Full of tenderness and rigor, an intelligent rereading of the classics and with a successful montage that allows the almost 150 pieces that make up the exhibition to shine, A retrospective by Alfredo Alcain (Madrid, 1936), at Alcalá 31 is, without a doubt, one of the best proposals of the season.
Not only does he reinterpret the still life or the landscape in an impressionist, cubist, pop, geometric or minimal key, but he declines them from his own way of doing things, which he refines until they become natural geometries, without imposing anything.
Alcain arrives at abstract art by himself, as a natural evolution of his writing that he reinterprets again and again – hence his tributes to Giorgio Morandi on the first floor of the room. His insistence for decades dilutes the pictorial motif until it becomes networks or patterns on the canvas.
This exhibition arrives late, but on time. The discreet career of this traditional painter – despite having received the National Prize for Plastic Arts (2003) and the Tomás Francisco Prieto Prize (2010) – has contributed to him unfairly going unnoticed.
His wonderful use of color – radiant –, his irony hidden among the domestic and his approach to the history of Spain from a biographical point of view have forged an unequivocal style. This is how they illustrate it Exploded self-portrait1975-2016, or the iconic Self-portrait in the course of time2014, in which he compartmentalizes objects and photographs of himself, painting his date of birth as if it were the date of his death (D. Alfredo Alcain Partearroyo died in Madrid on August 24, 1936. RIP ).
Alfredo Alcain, ‘The yellow hairdresser’, 1967. Photo: maría meseguer / Alfredo Alcain, VEGAP, Madrid 2025
As the famous critic Simón Marchán Fiz brilliantly described it in 1966, Alcain is “a residual realities detective“, also a magician of small things. His paintings of old businesses – hairdressers, dairy shops or haberdasheries – transport us to that Spain of the neighborhood store, where the shop windows amateurs They reflected a simple order, of socks and panties, of balance and corner, through which the artist walks like a stroller (Blue showcase of jerseys and socks1974).
Also in the fascinating piece The wool showcase1968, where the color and geometry of the order of, precisely that, a wool showcase, becomes an exquisite display of geometry and lyricism.
In his painting, a wool showcase becomes an exquisite display of geometry and lyricism.
At 89 years old, Alcain enters Alcalá 31 with irrefutable solvency. The curator, Mariano Navarro, with the editing by Andrés Mengs, makes a wonderful selection of pieces breathe that opens with to the painting1977, a piece that synthesizes the tension between figuration and abstraction.
From this first canvas a story is put together whose center of curatorial gravity is in the series Cézanne petit point (1979-1983), located at the beginning of the route. The anecdote of this group is significant: Alcain did not copy a Cézanne, but a canvas of petit point purchased at the Pontejos haberdashery that reproduced a still life by the master (Fruit bowl, tablecloth, cup, apples1879-1880).
He turns a domestic version of Cézanne into painting. In that translation emerges a key of reading for all his work: high culture filtered by the economy of the common. It is not a slavish homage to the canon, but a re-education of modernism from the door of the haberdashery.
With pop, the painter confesses, he has an uncomfortable relationship. Although it shares flat colors, strong spellings, chronology and domestic themes, it says not to communicate with the eroticism of consumption and the celebration of capitalism, which in post-war Spain was, in fact, alien. Hence his work had been baptized as a melancholic pop or castizoan antipop, if you’ll pardon the pun.
Alfredo Alcain, ‘Colored sticks on gold’, 2018. Photo: maría meseguer / Alfredo Alcain, VEGAP, Madrid 2025
The exhibition maintains the rhythm through its division into subspaces, inserting in some areas his sculptural works such as his famous Butanitos2019, anthropomorphic assemblages with butane gas cylinder keys as heads that reveal an Alcain that does not fear the three-dimensional, but rather it turns industrial waste into figures with great humor and economy of means.
On the first floor there are self-portraits – like that school photo from 1944 translated onto canvas and edged with the Spanish flag – and the vetoes policy of his still lifes (republican still life2009, lithograph) or the gentle criticism of devotional imagery (The ABC is out!1975), where the nod to religious covers is refracted in graphite and acrylic.
Alfredo Alcain, ‘butanitos’,
Also highlights the collage in Saint Anthony, from heaven comes down to Padua to see Giotto’s paintings (As a tribute to Giotto di Bondone) (1965), with cut-outs – Christs, angels, holy families, demons – embedded in an urban geography in unlikely ways.
From Cézanne to Giacometti, Morandi, Vermeer and Klee, Alcain converses with the history of painting from a radically personal voice. Don’t miss it.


# TASK ITEM:
Reproduce all entries precisely as they are written.

# PROVIDED DATA:

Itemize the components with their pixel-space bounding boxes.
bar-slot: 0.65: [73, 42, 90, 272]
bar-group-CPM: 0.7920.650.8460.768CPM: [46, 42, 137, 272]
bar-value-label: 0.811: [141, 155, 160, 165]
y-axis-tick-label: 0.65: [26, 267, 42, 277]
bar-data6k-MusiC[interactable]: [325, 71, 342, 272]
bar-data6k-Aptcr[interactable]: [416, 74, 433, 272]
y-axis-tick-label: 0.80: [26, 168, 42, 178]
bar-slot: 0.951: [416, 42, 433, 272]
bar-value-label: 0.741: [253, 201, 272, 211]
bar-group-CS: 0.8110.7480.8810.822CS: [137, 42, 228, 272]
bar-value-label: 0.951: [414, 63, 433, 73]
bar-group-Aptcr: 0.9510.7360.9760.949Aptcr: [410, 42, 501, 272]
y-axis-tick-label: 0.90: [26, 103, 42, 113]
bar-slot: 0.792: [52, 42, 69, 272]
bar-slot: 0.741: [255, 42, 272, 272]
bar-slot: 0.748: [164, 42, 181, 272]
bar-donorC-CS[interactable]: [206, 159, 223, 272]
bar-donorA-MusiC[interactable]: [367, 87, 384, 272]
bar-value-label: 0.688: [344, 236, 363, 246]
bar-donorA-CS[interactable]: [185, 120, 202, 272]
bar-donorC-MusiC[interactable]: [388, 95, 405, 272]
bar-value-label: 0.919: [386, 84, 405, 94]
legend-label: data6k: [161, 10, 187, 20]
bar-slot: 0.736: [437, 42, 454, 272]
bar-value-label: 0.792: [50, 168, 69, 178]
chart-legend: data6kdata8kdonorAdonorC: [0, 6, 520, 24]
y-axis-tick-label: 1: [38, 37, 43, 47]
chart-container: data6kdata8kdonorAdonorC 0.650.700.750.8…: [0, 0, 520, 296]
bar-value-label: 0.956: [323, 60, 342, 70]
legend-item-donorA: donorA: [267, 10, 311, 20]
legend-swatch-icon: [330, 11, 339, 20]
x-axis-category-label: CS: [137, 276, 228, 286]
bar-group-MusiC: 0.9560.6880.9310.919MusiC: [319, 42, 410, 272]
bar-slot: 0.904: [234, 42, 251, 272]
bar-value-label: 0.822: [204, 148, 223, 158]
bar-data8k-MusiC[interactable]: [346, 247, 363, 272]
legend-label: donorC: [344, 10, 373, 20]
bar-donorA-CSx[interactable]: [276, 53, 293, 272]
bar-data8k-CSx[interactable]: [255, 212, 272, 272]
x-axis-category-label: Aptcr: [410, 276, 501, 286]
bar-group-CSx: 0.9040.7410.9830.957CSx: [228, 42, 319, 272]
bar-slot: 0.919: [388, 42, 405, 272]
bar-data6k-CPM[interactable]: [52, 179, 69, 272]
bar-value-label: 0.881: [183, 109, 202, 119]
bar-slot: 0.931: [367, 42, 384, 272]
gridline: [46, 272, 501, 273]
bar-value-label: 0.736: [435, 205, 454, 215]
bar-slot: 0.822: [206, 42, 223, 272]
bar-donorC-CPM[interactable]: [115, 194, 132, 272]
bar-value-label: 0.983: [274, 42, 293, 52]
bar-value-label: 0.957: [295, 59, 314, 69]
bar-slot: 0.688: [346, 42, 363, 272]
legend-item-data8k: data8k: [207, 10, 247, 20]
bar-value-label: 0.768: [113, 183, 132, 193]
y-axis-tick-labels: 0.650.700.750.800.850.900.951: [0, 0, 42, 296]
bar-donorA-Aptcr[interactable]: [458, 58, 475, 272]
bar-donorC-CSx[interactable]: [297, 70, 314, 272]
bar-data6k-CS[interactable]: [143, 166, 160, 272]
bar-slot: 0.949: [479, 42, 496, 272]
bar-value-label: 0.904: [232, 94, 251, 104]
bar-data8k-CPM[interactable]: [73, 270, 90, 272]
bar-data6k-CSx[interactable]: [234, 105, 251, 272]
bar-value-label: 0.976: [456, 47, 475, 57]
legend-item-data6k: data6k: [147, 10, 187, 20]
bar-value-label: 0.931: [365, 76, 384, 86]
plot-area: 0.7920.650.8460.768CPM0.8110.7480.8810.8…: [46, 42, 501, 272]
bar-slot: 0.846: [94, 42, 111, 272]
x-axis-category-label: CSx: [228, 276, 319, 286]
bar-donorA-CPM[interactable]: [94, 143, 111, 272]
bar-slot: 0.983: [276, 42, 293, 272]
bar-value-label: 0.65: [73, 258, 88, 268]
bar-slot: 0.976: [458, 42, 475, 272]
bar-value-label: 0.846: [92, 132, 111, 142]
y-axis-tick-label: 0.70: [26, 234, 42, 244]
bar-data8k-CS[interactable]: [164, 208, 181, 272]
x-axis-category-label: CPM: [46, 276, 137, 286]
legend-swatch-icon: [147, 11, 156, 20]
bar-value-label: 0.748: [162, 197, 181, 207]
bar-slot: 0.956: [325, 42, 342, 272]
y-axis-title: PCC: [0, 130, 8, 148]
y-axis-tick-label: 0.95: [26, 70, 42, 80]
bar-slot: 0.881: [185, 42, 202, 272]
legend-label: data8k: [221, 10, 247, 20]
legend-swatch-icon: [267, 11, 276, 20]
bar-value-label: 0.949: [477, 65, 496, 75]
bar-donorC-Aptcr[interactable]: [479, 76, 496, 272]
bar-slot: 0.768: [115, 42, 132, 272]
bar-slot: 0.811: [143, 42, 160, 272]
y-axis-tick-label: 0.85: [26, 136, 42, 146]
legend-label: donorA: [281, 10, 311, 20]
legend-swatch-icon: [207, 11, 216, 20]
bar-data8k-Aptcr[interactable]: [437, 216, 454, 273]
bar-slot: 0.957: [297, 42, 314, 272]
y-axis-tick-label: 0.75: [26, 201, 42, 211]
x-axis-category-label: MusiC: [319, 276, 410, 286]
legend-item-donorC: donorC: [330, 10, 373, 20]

# ANSWER FOR THIS EXERCISE:
Itemize the components with their pixel-space bounding boxes.
bar-slot: 0.65: [73, 42, 90, 272]
bar-group-CPM: 0.7920.650.8460.768CPM: [46, 42, 137, 272]
bar-value-label: 0.811: [141, 155, 160, 165]
y-axis-tick-label: 0.65: [26, 267, 42, 277]
bar-data6k-MusiC[interactable]: [325, 71, 342, 272]
bar-data6k-Aptcr[interactable]: [416, 74, 433, 272]
y-axis-tick-label: 0.80: [26, 168, 42, 178]
bar-slot: 0.951: [416, 42, 433, 272]
bar-value-label: 0.741: [253, 201, 272, 211]
bar-group-CS: 0.8110.7480.8810.822CS: [137, 42, 228, 272]
bar-value-label: 0.951: [414, 63, 433, 73]
bar-group-Aptcr: 0.9510.7360.9760.949Aptcr: [410, 42, 501, 272]
y-axis-tick-label: 0.90: [26, 103, 42, 113]
bar-slot: 0.792: [52, 42, 69, 272]
bar-slot: 0.741: [255, 42, 272, 272]
bar-slot: 0.748: [164, 42, 181, 272]
bar-donorC-CS[interactable]: [206, 159, 223, 272]
bar-donorA-MusiC[interactable]: [367, 87, 384, 272]
bar-value-label: 0.688: [344, 236, 363, 246]
bar-donorA-CS[interactable]: [185, 120, 202, 272]
bar-donorC-MusiC[interactable]: [388, 95, 405, 272]
bar-value-label: 0.919: [386, 84, 405, 94]
legend-label: data6k: [161, 10, 187, 20]
bar-slot: 0.736: [437, 42, 454, 272]
bar-value-label: 0.792: [50, 168, 69, 178]
chart-legend: data6kdata8kdonorAdonorC: [0, 6, 520, 24]
y-axis-tick-label: 1: [38, 37, 43, 47]
chart-container: data6kdata8kdonorAdonorC 0.650.700.750.8…: [0, 0, 520, 296]
bar-value-label: 0.956: [323, 60, 342, 70]
legend-item-donorA: donorA: [267, 10, 311, 20]
legend-swatch-icon: [330, 11, 339, 20]
x-axis-category-label: CS: [137, 276, 228, 286]
bar-group-MusiC: 0.9560.6880.9310.919MusiC: [319, 42, 410, 272]
bar-slot: 0.904: [234, 42, 251, 272]
bar-value-label: 0.822: [204, 148, 223, 158]
bar-data8k-MusiC[interactable]: [346, 247, 363, 272]
legend-label: donorC: [344, 10, 373, 20]
bar-donorA-CSx[interactable]: [276, 53, 293, 272]
bar-data8k-CSx[interactable]: [255, 212, 272, 272]
x-axis-category-label: Aptcr: [410, 276, 501, 286]
bar-group-CSx: 0.9040.7410.9830.957CSx: [228, 42, 319, 272]
bar-slot: 0.919: [388, 42, 405, 272]
bar-data6k-CPM[interactable]: [52, 179, 69, 272]
bar-value-label: 0.881: [183, 109, 202, 119]
bar-slot: 0.931: [367, 42, 384, 272]
gridline: [46, 272, 501, 273]
bar-value-label: 0.736: [435, 205, 454, 215]
bar-slot: 0.822: [206, 42, 223, 272]
bar-donorC-CPM[interactable]: [115, 194, 132, 272]
bar-value-label: 0.983: [274, 42, 293, 52]
bar-value-label: 0.957: [295, 59, 314, 69]
bar-slot: 0.688: [346, 42, 363, 272]
legend-item-data8k: data8k: [207, 10, 247, 20]
bar-value-label: 0.768: [113, 183, 132, 193]
y-axis-tick-labels: 0.650.700.750.800.850.900.951: [0, 0, 42, 296]
bar-donorA-Aptcr[interactable]: [458, 58, 475, 272]
bar-donorC-CSx[interactable]: [297, 70, 314, 272]
bar-data6k-CS[interactable]: [143, 166, 160, 272]
bar-slot: 0.949: [479, 42, 496, 272]
bar-value-label: 0.904: [232, 94, 251, 104]
bar-data8k-CPM[interactable]: [73, 270, 90, 272]
bar-data6k-CSx[interactable]: [234, 105, 251, 272]
bar-value-label: 0.976: [456, 47, 475, 57]
legend-item-data6k: data6k: [147, 10, 187, 20]
bar-value-label: 0.931: [365, 76, 384, 86]
plot-area: 0.7920.650.8460.768CPM0.8110.7480.8810.8…: [46, 42, 501, 272]
bar-slot: 0.846: [94, 42, 111, 272]
x-axis-category-label: CSx: [228, 276, 319, 286]
bar-donorA-CPM[interactable]: [94, 143, 111, 272]
bar-slot: 0.983: [276, 42, 293, 272]
bar-value-label: 0.65: [73, 258, 88, 268]
bar-slot: 0.976: [458, 42, 475, 272]
bar-value-label: 0.846: [92, 132, 111, 142]
y-axis-tick-label: 0.70: [26, 234, 42, 244]
bar-data8k-CS[interactable]: [164, 208, 181, 272]
x-axis-category-label: CPM: [46, 276, 137, 286]
legend-swatch-icon: [147, 11, 156, 20]
bar-value-label: 0.748: [162, 197, 181, 207]
bar-slot: 0.956: [325, 42, 342, 272]
y-axis-title: PCC: [0, 130, 8, 148]
y-axis-tick-label: 0.95: [26, 70, 42, 80]
bar-slot: 0.881: [185, 42, 202, 272]
legend-label: data8k: [221, 10, 247, 20]
legend-swatch-icon: [267, 11, 276, 20]
bar-value-label: 0.949: [477, 65, 496, 75]
bar-donorC-Aptcr[interactable]: [479, 76, 496, 272]
bar-slot: 0.768: [115, 42, 132, 272]
bar-slot: 0.811: [143, 42, 160, 272]
y-axis-tick-label: 0.85: [26, 136, 42, 146]
legend-label: donorA: [281, 10, 311, 20]
legend-swatch-icon: [207, 11, 216, 20]
bar-data8k-Aptcr[interactable]: [437, 216, 454, 273]
bar-slot: 0.957: [297, 42, 314, 272]
y-axis-tick-label: 0.75: [26, 201, 42, 211]
x-axis-category-label: MusiC: [319, 276, 410, 286]
legend-item-donorC: donorC: [330, 10, 373, 20]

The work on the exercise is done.